Lab 03: Q-Learning

This lab introduces reinforcement learning through Q-learning in repeated games.

Game Overview

Type: Reinforcement learning in repeated games Players: 2 players Rounds: 1000 rounds per game Stages: Single stage with state-based observations

Games

Chicken Game with Q-Learning

  • Actions: Swerve (0), Straight (1)

  • State Space: Previous action combinations

  • Key Concept: Learning optimal strategies through experience

State Space

Observations

observation = {
    "last_actions": [0, 1],  # Previous actions from both players
    "round_count": 45         # Current round number
}

Actions

action = 0  # Swerve
action = 1  # Straight

Rewards

Immediate payoffs from the Chicken game payoff matrix:

# Chicken game payoffs
if my_action == 0 and opponent_action == 0:  # Both swerve
    reward = 0
elif my_action == 0 and opponent_action == 1:  # I swerve, they straight
    reward = -1
elif my_action == 1 and opponent_action == 0:  # I straight, they swerve
    reward = 1
else:  # Both straight
    reward = -10

Game Structure

Stage Type

  • Single stage that repeats for all rounds

  • State-based observations - previous actions influence current decisions

  • Learning opportunities - agents can improve over time

Learning Opportunities

  • Q-table updates - learn value of state-action pairs

  • Exploration vs exploitation - balance trying new actions with using what works

  • Convergence - strategies may converge to optimal policies

Testing

Local Testing

from core.engine import Engine
from core.game.ChickenGame import ChickenGame
from core.agents.lab03.random_agent import RandomAgent

my_agent = MyAgent("MyAgent")
opponent = RandomAgent("Random")

engine = Engine(ChickenGame(), [my_agent, opponent], rounds=1000)
results = engine.run()

print(f"My score: {results[0]}")
print(f"Opponent score: {results[1]}")

Q-Table Analysis

def analyze_q_table(self):
    if hasattr(self, 'q_table'):
        print(f"Q-table size: {len(self.q_table)}")
        for state, actions in self.q_table.items():
            print(f"State {state}: {actions}")

Next Steps

  1. Implement a Q-learning agent using the common patterns

  2. Track state transitions to understand the learning process

  3. Test exploration strategies against different opponents

  4. Compete against other students

Focus on understanding Q-learning and state-based strategies!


Task goal
Nothing is to be left out; print all the entries exactly.

Provided records
[Start of section]

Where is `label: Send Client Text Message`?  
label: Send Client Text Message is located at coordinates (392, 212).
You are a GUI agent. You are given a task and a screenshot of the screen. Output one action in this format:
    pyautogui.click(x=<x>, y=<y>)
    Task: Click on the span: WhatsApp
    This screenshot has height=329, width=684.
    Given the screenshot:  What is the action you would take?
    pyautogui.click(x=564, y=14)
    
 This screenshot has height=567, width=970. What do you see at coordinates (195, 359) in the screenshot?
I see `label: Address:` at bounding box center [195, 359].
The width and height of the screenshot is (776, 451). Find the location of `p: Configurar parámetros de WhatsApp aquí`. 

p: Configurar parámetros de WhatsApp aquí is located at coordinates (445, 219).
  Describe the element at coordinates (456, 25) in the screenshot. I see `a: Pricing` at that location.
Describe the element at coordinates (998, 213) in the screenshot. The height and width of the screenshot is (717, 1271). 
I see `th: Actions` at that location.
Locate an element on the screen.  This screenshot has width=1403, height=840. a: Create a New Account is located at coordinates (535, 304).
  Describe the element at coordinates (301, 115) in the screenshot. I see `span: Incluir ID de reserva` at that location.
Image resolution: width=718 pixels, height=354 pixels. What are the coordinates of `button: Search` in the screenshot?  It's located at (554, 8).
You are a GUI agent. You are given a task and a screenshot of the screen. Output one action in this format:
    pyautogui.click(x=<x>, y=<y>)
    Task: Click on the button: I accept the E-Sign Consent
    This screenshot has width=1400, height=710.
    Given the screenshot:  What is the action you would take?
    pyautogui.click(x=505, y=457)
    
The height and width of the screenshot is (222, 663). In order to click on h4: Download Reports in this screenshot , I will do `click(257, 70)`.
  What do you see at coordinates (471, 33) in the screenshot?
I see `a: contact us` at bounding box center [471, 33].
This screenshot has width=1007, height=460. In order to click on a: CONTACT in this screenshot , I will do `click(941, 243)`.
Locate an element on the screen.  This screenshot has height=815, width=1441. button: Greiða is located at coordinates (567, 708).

[End of section]

Answer area
Where is `label: Send Client Text Message`?  
label: Send Client Text Message is located at coordinates (392, 212).
You are a GUI agent. You are given a task and a screenshot of the screen. Output one action in this format:
    pyautogui.click(x=<x>, y=<y>)
    Task: Click on the span: WhatsApp
    This screenshot has height=329, width=684.
    Given the screenshot:  What is the action you would take?
    pyautogui.click(x=564, y=14)
    
 This screenshot has height=567, width=970. What do you see at coordinates (195, 359) in the screenshot?
I see `label: Address:` at bounding box center [195, 359].
The width and height of the screenshot is (776, 451). Find the location of `p: Configurar parámetros de WhatsApp aquí`. 

p: Configurar parámetros de WhatsApp aquí is located at coordinates (445, 219).
  Describe the element at coordinates (456, 25) in the screenshot. I see `a: Pricing` at that location.
Describe the element at coordinates (998, 213) in the screenshot. The height and width of the screenshot is (717, 1271). 
I see `th: Actions` at that location.
Locate an element on the screen.  This screenshot has width=1403, height=840. a: Create a New Account is located at coordinates (535, 304).
  Describe the element at coordinates (301, 115) in the screenshot. I see `span: Incluir ID de reserva` at that location.
Image resolution: width=718 pixels, height=354 pixels. What are the coordinates of `button: Search` in the screenshot?  It's located at (554, 8).
You are a GUI agent. You are given a task and a screenshot of the screen. Output one action in this format:
    pyautogui.click(x=<x>, y=<y>)
    Task: Click on the button: I accept the E-Sign Consent
    This screenshot has width=1400, height=710.
    Given the screenshot:  What is the action you would take?
    pyautogui.click(x=505, y=457)
    
The height and width of the screenshot is (222, 663). In order to click on h4: Download Reports in this screenshot , I will do `click(257, 70)`.
  What do you see at coordinates (471, 33) in the screenshot?
I see `a: contact us` at bounding box center [471, 33].
This screenshot has width=1007, height=460. In order to click on a: CONTACT in this screenshot , I will do `click(941, 243)`.
Locate an element on the screen.  This screenshot has height=815, width=1441. button: Greiða is located at coordinates (567, 708).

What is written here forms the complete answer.